PY 05: Sell-through rate
Track: Code (Python client + raw REST) Prerequisite: PY_04.
The task
Fetch both sold and offered lots for a brand, and compute the sell-through (clearance) rate in Python as sold lots divided by all offered lots.
Starter steps
- Fetch every lot for one designer, with no status filter, so the result includes both sold and unsold lots:
rows = client.query(
"all_watches_data",
fields=["designer", "status"],
filters=[{"field": "designer", "op": "eq", "value": "Patek Philippe"}],
limit=1000,
)
- Watch for pagination: if
len(rows) == 1000, fetch additional pages withoffset(as in PY_03) before computing a rate, otherwise the denominator will be understated. - Count sold versus total, and compute the ratio:
offered_count = len(rows)
sold_count = sum(1 for r in rows if r["status"] == "sold")
sell_through_rate = sold_count / offered_count if offered_count else None
print(sold_count, offered_count, round(sell_through_rate, 3))
- Wrap it in a function so you can compare brands or vendors easily:
def sell_through(designer, table="all_watches_data"):
rows = client.query(
table,
fields=["status"],
filters=[{"field": "designer", "op": "eq", "value": designer}],
limit=1000,
)
offered = len(rows)
sold = sum(1 for r in rows if r["status"] == "sold")
return sold / offered if offered else None
for name in ["Patek Philippe", "Omega", "Rolex"]:
print(name, sell_through(name))
Expected result
sell_through_rate is a float between 0 and 1. A high-demand brand tends to show a rate closer to 1.0, meaning nearly everything offered found a buyer, while a broader or more mixed set of lots typically clears at a lower rate. Looping sell_through(...) over a few designer names prints one rate per brand for direct comparison.
Stretch challenge
Adapt sell_through(...) to group by vendor instead of designer by adding a vendor filter argument, then loop it over a short list of vendor names pulled from the Coverage panel in the sandbox, to find which auction house in your sample clears the highest share of what it lists.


- _Problem to solve_
Please give back each line of the material unchanged, but without the images.

- _Supplied data_
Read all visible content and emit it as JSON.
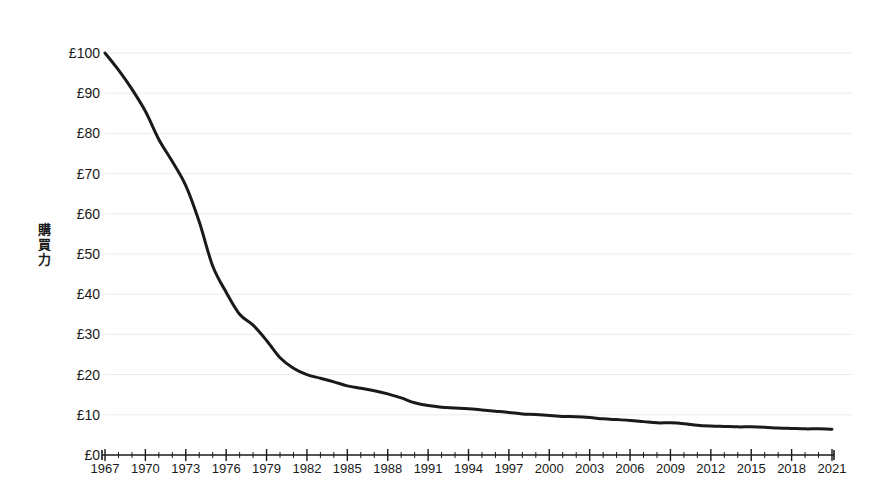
{
  "chart_data": {
    "type": "line",
    "title": "",
    "subtitle": "",
    "xlabel": "",
    "ylabel": "購買力",
    "ylabel_chars": [
      "購",
      "買",
      "力"
    ],
    "xlim": [
      1967,
      2021
    ],
    "ylim": [
      0,
      100
    ],
    "grid": true,
    "legend": null,
    "y_tick_labels": [
      "£100",
      "£90",
      "£80",
      "£70",
      "£60",
      "£50",
      "£40",
      "£30",
      "£20",
      "£10",
      "£0"
    ],
    "y_tick_values": [
      100,
      90,
      80,
      70,
      60,
      50,
      40,
      30,
      20,
      10,
      0
    ],
    "x_tick_labels": [
      "1967",
      "1970",
      "1973",
      "1976",
      "1979",
      "1982",
      "1985",
      "1988",
      "1991",
      "1994",
      "1997",
      "2000",
      "2003",
      "2006",
      "2009",
      "2012",
      "2015",
      "2018",
      "2021"
    ],
    "x_tick_values": [
      1967,
      1970,
      1973,
      1976,
      1979,
      1982,
      1985,
      1988,
      1991,
      1994,
      1997,
      2000,
      2003,
      2006,
      2009,
      2012,
      2015,
      2018,
      2021
    ],
    "x_minor_tick_interval": 1,
    "x_major_tick_interval": 3,
    "series": [
      {
        "name": "購買力",
        "color": "#1a1a1a",
        "line_width": 3,
        "x": [
          1967,
          1968,
          1969,
          1970,
          1971,
          1972,
          1973,
          1974,
          1975,
          1976,
          1977,
          1978,
          1979,
          1980,
          1981,
          1982,
          1983,
          1984,
          1985,
          1986,
          1987,
          1988,
          1989,
          1990,
          1991,
          1992,
          1993,
          1994,
          1995,
          1996,
          1997,
          1998,
          1999,
          2000,
          2001,
          2002,
          2003,
          2004,
          2005,
          2006,
          2007,
          2008,
          2009,
          2010,
          2011,
          2012,
          2013,
          2014,
          2015,
          2016,
          2017,
          2018,
          2019,
          2020,
          2021
        ],
        "y": [
          100.0,
          95.8,
          91.0,
          85.5,
          78.5,
          73.0,
          67.0,
          58.0,
          47.0,
          40.5,
          35.0,
          32.3,
          28.5,
          24.2,
          21.6,
          20.0,
          19.1,
          18.2,
          17.2,
          16.6,
          16.0,
          15.2,
          14.2,
          13.0,
          12.3,
          11.9,
          11.7,
          11.5,
          11.2,
          10.9,
          10.6,
          10.2,
          10.1,
          9.8,
          9.6,
          9.5,
          9.3,
          9.0,
          8.8,
          8.6,
          8.3,
          8.0,
          8.0,
          7.8,
          7.4,
          7.2,
          7.1,
          7.0,
          7.0,
          6.9,
          6.7,
          6.6,
          6.5,
          6.5,
          6.4
        ]
      }
    ],
    "axis_color": "#1a1a1a",
    "grid_color": "#ececec",
    "background_color": "#ffffff"
  }
}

- _Answer box_
Read all visible content and emit it as JSON.
{
  "chart_data": {
    "type": "line",
    "title": "",
    "subtitle": "",
    "xlabel": "",
    "ylabel": "購買力",
    "ylabel_chars": [
      "購",
      "買",
      "力"
    ],
    "xlim": [
      1967,
      2021
    ],
    "ylim": [
      0,
      100
    ],
    "grid": true,
    "legend": null,
    "y_tick_labels": [
      "£100",
      "£90",
      "£80",
      "£70",
      "£60",
      "£50",
      "£40",
      "£30",
      "£20",
      "£10",
      "£0"
    ],
    "y_tick_values": [
      100,
      90,
      80,
      70,
      60,
      50,
      40,
      30,
      20,
      10,
      0
    ],
    "x_tick_labels": [
      "1967",
      "1970",
      "1973",
      "1976",
      "1979",
      "1982",
      "1985",
      "1988",
      "1991",
      "1994",
      "1997",
      "2000",
      "2003",
      "2006",
      "2009",
      "2012",
      "2015",
      "2018",
      "2021"
    ],
    "x_tick_values": [
      1967,
      1970,
      1973,
      1976,
      1979,
      1982,
      1985,
      1988,
      1991,
      1994,
      1997,
      2000,
      2003,
      2006,
      2009,
      2012,
      2015,
      2018,
      2021
    ],
    "x_minor_tick_interval": 1,
    "x_major_tick_interval": 3,
    "series": [
      {
        "name": "購買力",
        "color": "#1a1a1a",
        "line_width": 3,
        "x": [
          1967,
          1968,
          1969,
          1970,
          1971,
          1972,
          1973,
          1974,
          1975,
          1976,
          1977,
          1978,
          1979,
          1980,
          1981,
          1982,
          1983,
          1984,
          1985,
          1986,
          1987,
          1988,
          1989,
          1990,
          1991,
          1992,
          1993,
          1994,
          1995,
          1996,
          1997,
          1998,
          1999,
          2000,
          2001,
          2002,
          2003,
          2004,
          2005,
          2006,
          2007,
          2008,
          2009,
          2010,
          2011,
          2012,
          2013,
          2014,
          2015,
          2016,
          2017,
          2018,
          2019,
          2020,
          2021
        ],
        "y": [
          100.0,
          95.8,
          91.0,
          85.5,
          78.5,
          73.0,
          67.0,
          58.0,
          47.0,
          40.5,
          35.0,
          32.3,
          28.5,
          24.2,
          21.6,
          20.0,
          19.1,
          18.2,
          17.2,
          16.6,
          16.0,
          15.2,
          14.2,
          13.0,
          12.3,
          11.9,
          11.7,
          11.5,
          11.2,
          10.9,
          10.6,
          10.2,
          10.1,
          9.8,
          9.6,
          9.5,
          9.3,
          9.0,
          8.8,
          8.6,
          8.3,
          8.0,
          8.0,
          7.8,
          7.4,
          7.2,
          7.1,
          7.0,
          7.0,
          6.9,
          6.7,
          6.6,
          6.5,
          6.5,
          6.4
        ]
      }
    ],
    "axis_color": "#1a1a1a",
    "grid_color": "#ececec",
    "background_color": "#ffffff"
  }
}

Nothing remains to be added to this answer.